FATF shifts stablecoin oversight to secondary markets, expands monitoring beyond on- and off-ramps: Financial Action Task Force

The FATF’s latest report pivots regulatory focus from deposit/withdrawal monitoring to tracking peer-to-peer transactions across personal wallets, with issuers now expected to freeze illicit assets on-chain.

The Financial Action Task Force released a new report on March 16, 2026, signaling a major shift in stablecoin regulation toward comprehensive secondary market monitoring. Rather than limiting compliance checks to entry and exit points, the FATF now demands oversight of stablecoins’ entire lifecycle, including peer-to-peer transactions conducted through personal wallets. The update reflects mounting concerns about illicit activity: stablecoins currently account for 84% of unlawful cryptocurrency transactions, according to the report.

The FATF’s expanded mandate requires stablecoin issuers and virtual asset service providers to employ advanced analytics—including multi-hop tracing across multiple transactions—to identify and exclude sanctioned and high-risk addresses from circulation. Issuers are expected to directly freeze on-chain assets flagged through this analysis, closing visibility gaps that previously allowed illicit funds to move through decentralized wallet networks. This represents a significant escalation from earlier guidance focused solely on know-your-customer checks at institutional on- and off-ramps.

Sources: Chainalysis (FATF Secondary Market Monitoring Report, March 2026)

This article was generated automatically by The Defiant’s AI news system from publicly available sources.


Please reproduce the line containing "Look for <b>human leg</b>." and every line after it in the records below, exactly and with nothing else.

» Listed entries
*** Begin section ***

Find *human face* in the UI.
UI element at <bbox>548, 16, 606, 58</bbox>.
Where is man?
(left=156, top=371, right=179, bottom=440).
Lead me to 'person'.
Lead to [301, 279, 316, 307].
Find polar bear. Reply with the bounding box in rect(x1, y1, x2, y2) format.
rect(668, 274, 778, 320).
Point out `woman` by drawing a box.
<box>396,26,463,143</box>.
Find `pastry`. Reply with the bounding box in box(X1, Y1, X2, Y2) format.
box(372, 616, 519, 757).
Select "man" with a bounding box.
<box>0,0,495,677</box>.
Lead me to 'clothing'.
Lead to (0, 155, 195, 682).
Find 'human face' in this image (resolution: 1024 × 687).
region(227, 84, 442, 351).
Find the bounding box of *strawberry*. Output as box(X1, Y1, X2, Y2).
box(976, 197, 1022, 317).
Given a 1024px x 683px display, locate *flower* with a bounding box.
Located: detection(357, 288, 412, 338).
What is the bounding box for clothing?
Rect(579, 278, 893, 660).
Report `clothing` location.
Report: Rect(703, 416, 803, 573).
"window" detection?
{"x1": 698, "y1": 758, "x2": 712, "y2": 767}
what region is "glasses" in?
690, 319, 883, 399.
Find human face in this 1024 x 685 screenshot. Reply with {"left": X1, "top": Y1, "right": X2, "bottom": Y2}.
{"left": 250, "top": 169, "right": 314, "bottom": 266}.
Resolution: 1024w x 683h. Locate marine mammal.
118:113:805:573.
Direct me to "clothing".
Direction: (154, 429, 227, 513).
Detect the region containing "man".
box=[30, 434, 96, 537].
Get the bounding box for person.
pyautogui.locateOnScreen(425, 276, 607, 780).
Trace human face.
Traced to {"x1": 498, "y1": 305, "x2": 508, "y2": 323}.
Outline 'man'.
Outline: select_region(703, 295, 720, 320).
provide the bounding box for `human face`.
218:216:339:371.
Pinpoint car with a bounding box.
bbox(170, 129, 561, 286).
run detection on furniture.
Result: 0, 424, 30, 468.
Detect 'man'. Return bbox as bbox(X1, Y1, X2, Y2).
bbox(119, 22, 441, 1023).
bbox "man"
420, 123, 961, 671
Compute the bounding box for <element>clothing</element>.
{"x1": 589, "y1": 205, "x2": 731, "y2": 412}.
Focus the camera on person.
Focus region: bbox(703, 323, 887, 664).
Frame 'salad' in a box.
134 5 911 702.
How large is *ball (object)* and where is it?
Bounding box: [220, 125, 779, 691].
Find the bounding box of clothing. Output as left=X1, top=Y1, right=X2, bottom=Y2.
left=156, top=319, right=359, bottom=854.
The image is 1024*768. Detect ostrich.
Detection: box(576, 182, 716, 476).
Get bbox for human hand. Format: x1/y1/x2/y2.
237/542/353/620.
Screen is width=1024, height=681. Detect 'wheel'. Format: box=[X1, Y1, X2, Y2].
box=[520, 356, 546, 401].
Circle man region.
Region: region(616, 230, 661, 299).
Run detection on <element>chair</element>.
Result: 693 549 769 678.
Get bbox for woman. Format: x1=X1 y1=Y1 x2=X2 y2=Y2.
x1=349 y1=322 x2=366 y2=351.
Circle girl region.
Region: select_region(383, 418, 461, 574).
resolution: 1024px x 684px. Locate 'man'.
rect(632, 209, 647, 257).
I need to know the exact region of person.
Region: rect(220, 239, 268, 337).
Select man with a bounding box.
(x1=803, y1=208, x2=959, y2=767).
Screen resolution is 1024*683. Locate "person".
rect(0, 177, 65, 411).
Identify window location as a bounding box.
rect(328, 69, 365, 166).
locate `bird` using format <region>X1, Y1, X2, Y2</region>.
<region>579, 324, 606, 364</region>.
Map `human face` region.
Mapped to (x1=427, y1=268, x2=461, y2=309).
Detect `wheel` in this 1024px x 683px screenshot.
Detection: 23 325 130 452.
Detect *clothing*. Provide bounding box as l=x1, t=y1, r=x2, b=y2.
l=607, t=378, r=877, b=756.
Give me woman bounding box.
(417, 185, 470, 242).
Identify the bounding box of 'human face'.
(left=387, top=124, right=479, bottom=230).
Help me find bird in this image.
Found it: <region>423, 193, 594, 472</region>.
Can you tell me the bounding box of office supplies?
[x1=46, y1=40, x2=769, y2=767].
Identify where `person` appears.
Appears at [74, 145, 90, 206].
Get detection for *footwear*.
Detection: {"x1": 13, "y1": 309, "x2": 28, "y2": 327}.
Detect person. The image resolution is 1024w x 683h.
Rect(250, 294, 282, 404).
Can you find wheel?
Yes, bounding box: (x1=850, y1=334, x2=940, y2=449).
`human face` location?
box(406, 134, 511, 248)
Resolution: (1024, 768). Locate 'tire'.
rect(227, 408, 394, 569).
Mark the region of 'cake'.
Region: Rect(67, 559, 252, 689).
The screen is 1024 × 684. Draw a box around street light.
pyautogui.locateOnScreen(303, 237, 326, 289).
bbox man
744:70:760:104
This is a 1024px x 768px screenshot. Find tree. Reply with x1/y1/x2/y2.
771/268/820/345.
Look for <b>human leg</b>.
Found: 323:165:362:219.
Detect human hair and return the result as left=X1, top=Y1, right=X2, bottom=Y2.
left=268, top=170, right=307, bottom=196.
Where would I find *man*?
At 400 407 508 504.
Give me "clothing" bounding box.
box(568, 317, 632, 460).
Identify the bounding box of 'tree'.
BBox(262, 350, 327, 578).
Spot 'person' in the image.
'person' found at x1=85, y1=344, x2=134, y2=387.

*** End section ***

» Exercise answer
Look for <b>human leg</b>.
Found: 323:165:362:219.
Detect human hair and return the result as left=X1, top=Y1, right=X2, bottom=Y2.
left=268, top=170, right=307, bottom=196.
Where would I find *man*?
At 400 407 508 504.
Give me "clothing" bounding box.
box(568, 317, 632, 460).
Identify the bounding box of 'tree'.
BBox(262, 350, 327, 578).
Spot 'person' in the image.
'person' found at x1=85, y1=344, x2=134, y2=387.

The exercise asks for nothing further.